Rating: Summary: Good Movie Review: This movie is good because Peggy finds herself 18 again.I rented this movie back in 1987 last year Tom and Joanna and I went to California and bought this movie at Sam Goody for 2.99.Joanna is my ten year old daughter.She picked it out Joanna turned ten on September 1,1998 Joanna Tom and I watch it a lot.
Rating: Summary: Love it Review: This was the first movie I ever saw with Nicolas Cage i it and I fell in love. The movie is great. I love stories about people goign back in time. This movie is a wonderful to say several young acters and actresses in what is probably some of their first films.
Rating: Summary: Love it Review: This was the first movie I ever saw with Nicolas Cage i it and I fell in love. The movie is great. I love stories about people goign back in time. This movie is a wonderful to say several young acters and actresses in what is probably some of their first films.
Rating: Summary: Not worth a second look..... Review: When DVD production started to really take off, no one knew just how it would change the way you look at movies. In many cases, you can have a good movie, but if it's on a bad DVD, it can ruin the movie for the watching person. Such has been the case with Colombia/Tri-Star DVDs. This was a pretty good movie, but I saw the DVD of it, and it ruined the film. There are no bonus features and the film print is rather poor. I have now bought ten movies that were made by Colombia/Tri-Star DVD video, and only three of the movies had a good DVD made on them. The rest have been a waste of money and this regretfully is another of them.

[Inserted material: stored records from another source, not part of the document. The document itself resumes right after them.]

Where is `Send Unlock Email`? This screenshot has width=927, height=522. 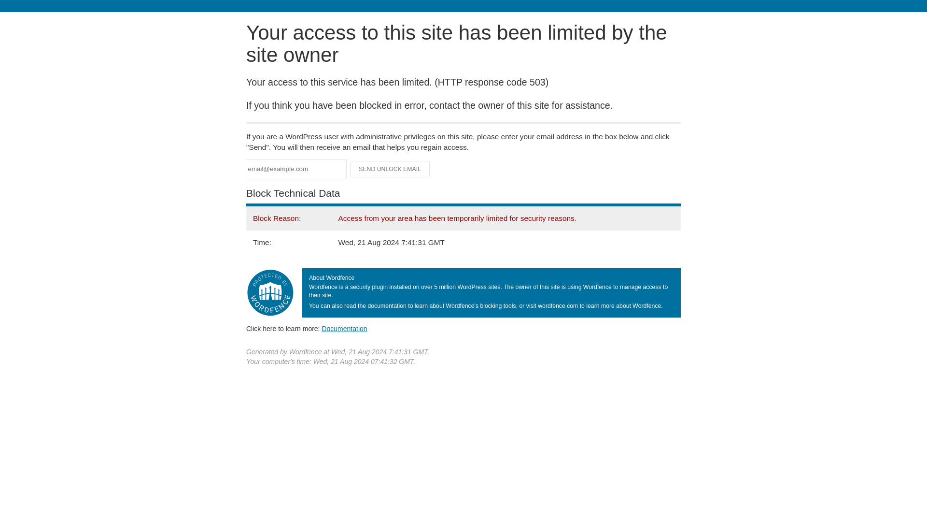 Send Unlock Email is located at coordinates (390, 169).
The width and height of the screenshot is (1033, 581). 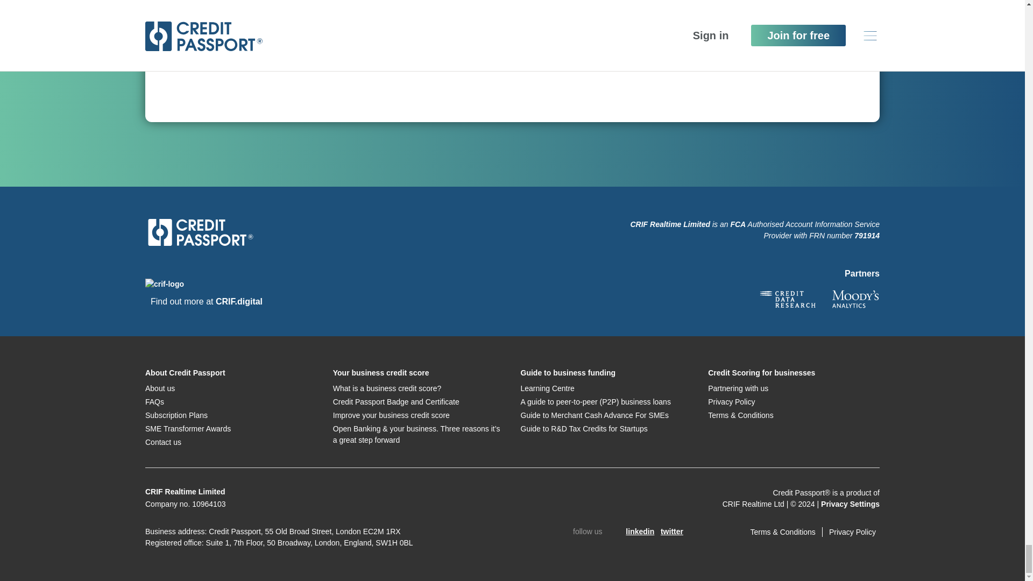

Rating: Summary: Why this movie is great Review: William Butler Yeats: When You Are Old When you are old and grey and full of sleep, And nodding by the fire, take down this book, And slowly read, and dream of the soft look Your eyes had once, and of their shadows deep; How many loved your moments of glad grace, And loved your beauty with love false or true, But one man loved the pilgrim Soul in you, And loved the sorrows of your changing face; And bending down beside the glowing bars, Murmur, a little sadly, how Love fled And paced upon the mountains overhead And hid his face amid a crowd of stars. That comes from a scene where Peggy Sue (Kathleen Turner) is talking to a poet Michael Fitzsimmons (Kevin J. O'Connor) while she is visiting her high school years. The scene is one of my favorite movie scenes ever and I feel that the movie itself is a timeless piece of cinema. Look out for performances from Jim Carrey, Nicholas Cage, Hellen Hunt, and a young Sofia Copola (director of Lost in Translation, Virgin Suicides) as Peggy's bratty kid sister (is there another kind?) Great musical score. And this is the one flick guranteed to make me tear up everytime.